** TASK PROMPT **
Though the records contain pictures, copy none of them; repeat exactly the lines from the one with "has width=752, height=560." to the end.
▼▼▼
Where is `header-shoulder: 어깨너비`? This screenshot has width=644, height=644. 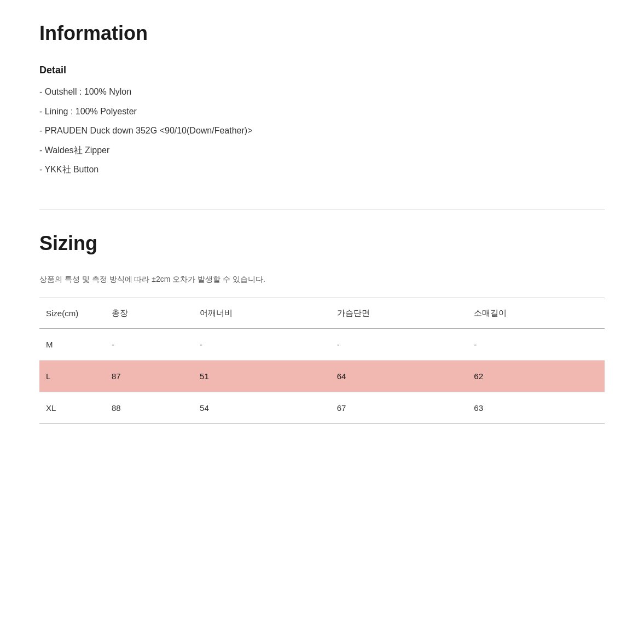
header-shoulder: 어깨너비 is located at coordinates (262, 313).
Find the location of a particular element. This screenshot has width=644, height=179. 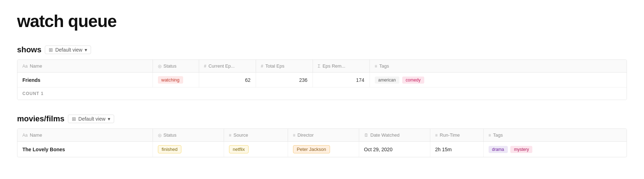

movies-table-header-row: AaName ◎Status ≡Source ≡Director 🗓Date W… is located at coordinates (322, 135).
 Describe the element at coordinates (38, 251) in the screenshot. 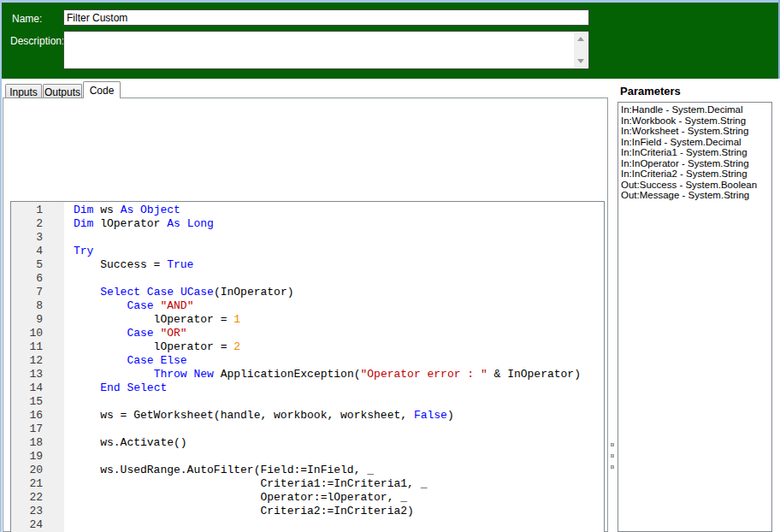

I see `line-number: 4` at that location.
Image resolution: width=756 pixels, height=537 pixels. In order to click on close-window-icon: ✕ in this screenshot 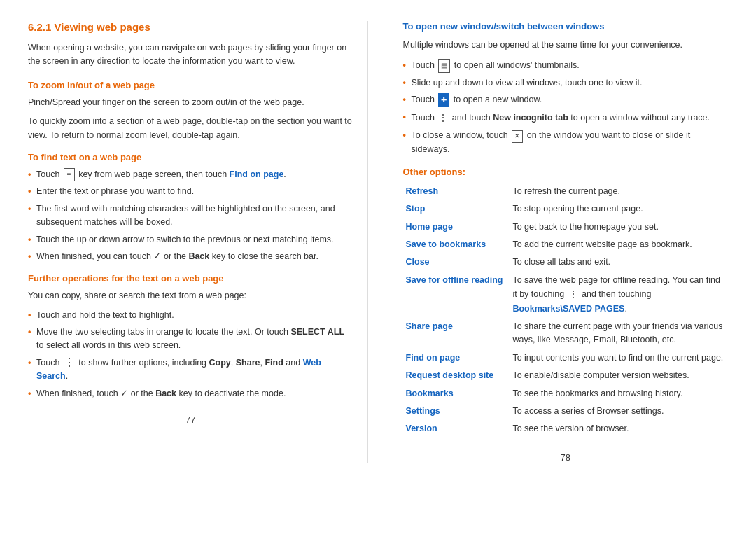, I will do `click(517, 137)`.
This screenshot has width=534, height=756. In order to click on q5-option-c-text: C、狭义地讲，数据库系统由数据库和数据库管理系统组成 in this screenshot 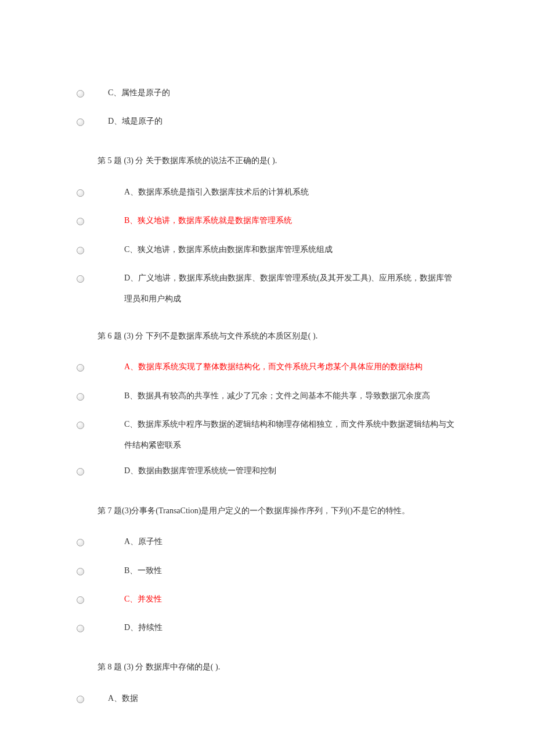, I will do `click(283, 249)`.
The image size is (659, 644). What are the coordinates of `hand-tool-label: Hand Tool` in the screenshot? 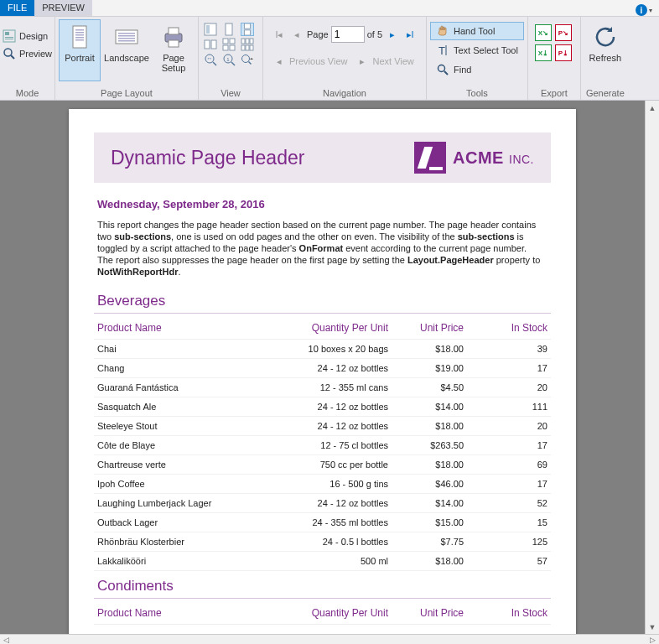 It's located at (475, 31).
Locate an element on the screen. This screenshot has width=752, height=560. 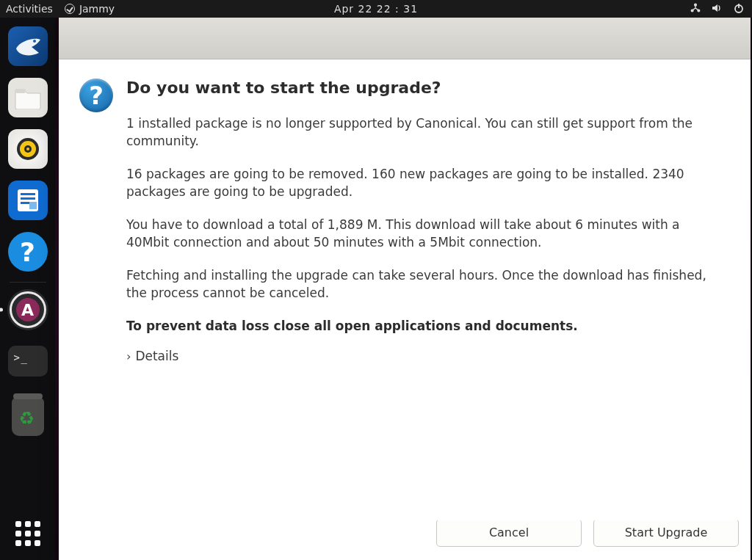
dock-item-thunderbird is located at coordinates (28, 46).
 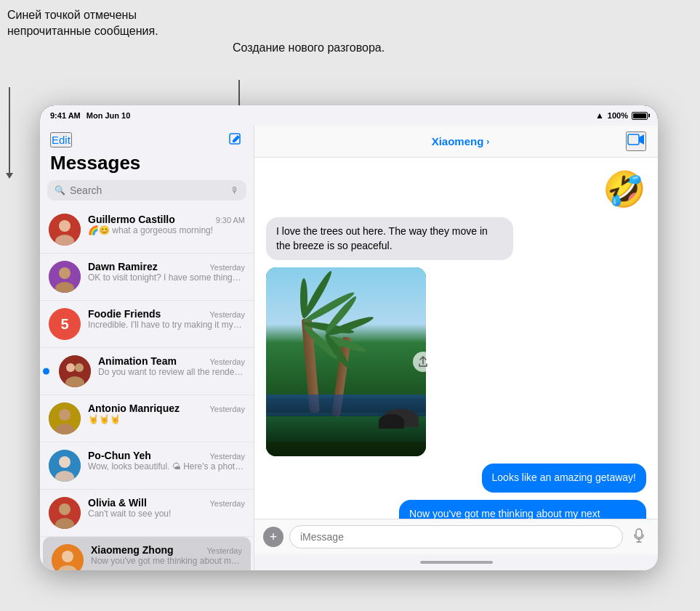 What do you see at coordinates (461, 141) in the screenshot?
I see `chat-contact: Xiaomeng ›` at bounding box center [461, 141].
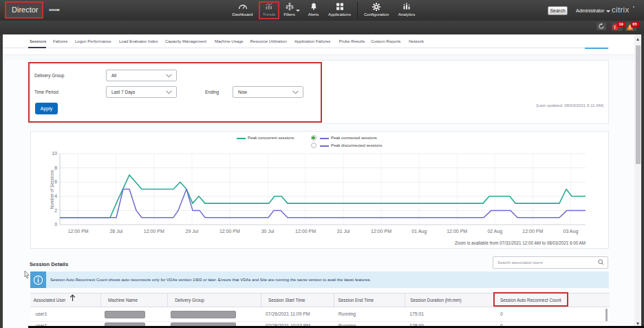 Image resolution: width=644 pixels, height=328 pixels. What do you see at coordinates (56, 168) in the screenshot?
I see `svg-text: 8` at bounding box center [56, 168].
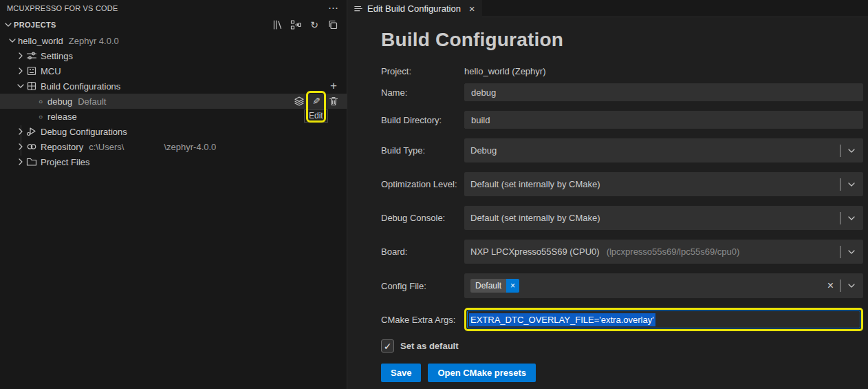 Image resolution: width=868 pixels, height=389 pixels. What do you see at coordinates (334, 101) in the screenshot?
I see `trash-icon` at bounding box center [334, 101].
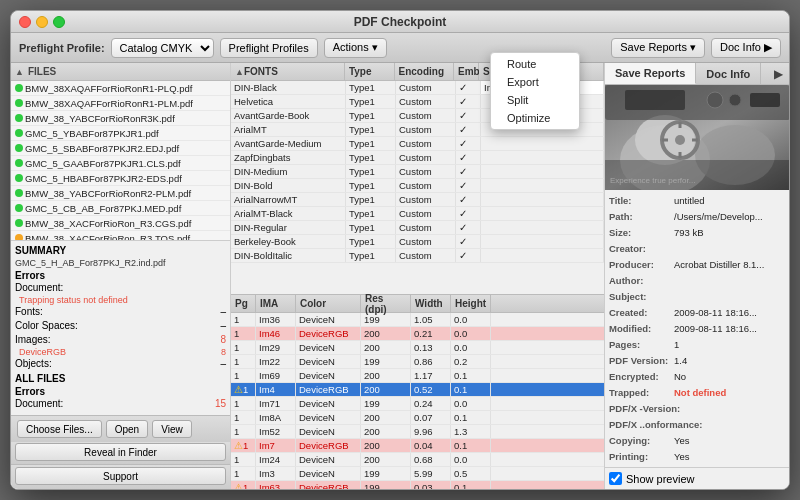  What do you see at coordinates (431, 348) in the screenshot?
I see `img-width: 0.13` at bounding box center [431, 348].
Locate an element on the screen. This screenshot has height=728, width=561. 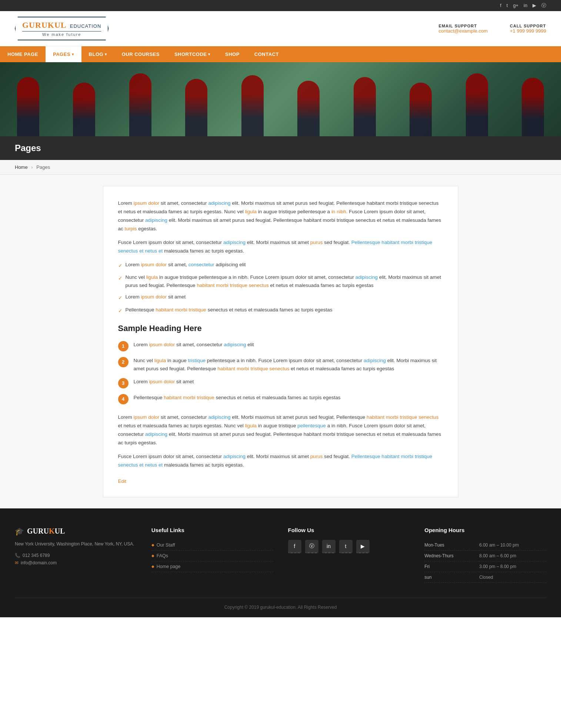
nav-home: HOME PAGE is located at coordinates (23, 54).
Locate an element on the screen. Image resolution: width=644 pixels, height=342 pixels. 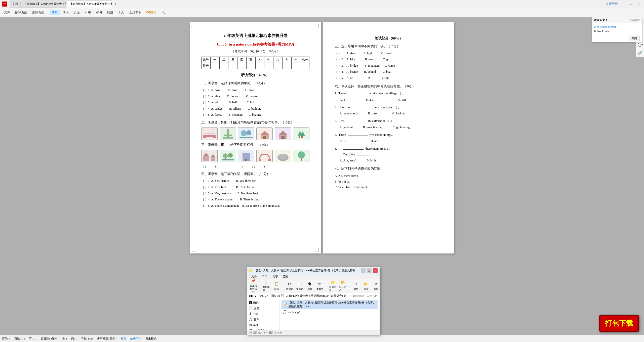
▲▲▲
** THE COMPLETED TASK **
Locate an element on the screen. This screenshot has width=752, height=560. 
dock-item-thunderbird is located at coordinates (28, 46).
  What do you see at coordinates (461, 141) in the screenshot?
I see `chat-contact: Xiaomeng ›` at bounding box center [461, 141].
 Image resolution: width=644 pixels, height=328 pixels. What do you see at coordinates (56, 168) in the screenshot?
I see `svg-text: 8` at bounding box center [56, 168].
 Image resolution: width=868 pixels, height=389 pixels. What do you see at coordinates (334, 101) in the screenshot?
I see `trash-icon` at bounding box center [334, 101].
  What do you see at coordinates (431, 348) in the screenshot?
I see `img-width: 0.13` at bounding box center [431, 348].
Locate an element on the screen. This screenshot has height=728, width=561. 
nav-home: HOME PAGE is located at coordinates (23, 54).
Locate an element on the screen. Image resolution: width=644 pixels, height=342 pixels. 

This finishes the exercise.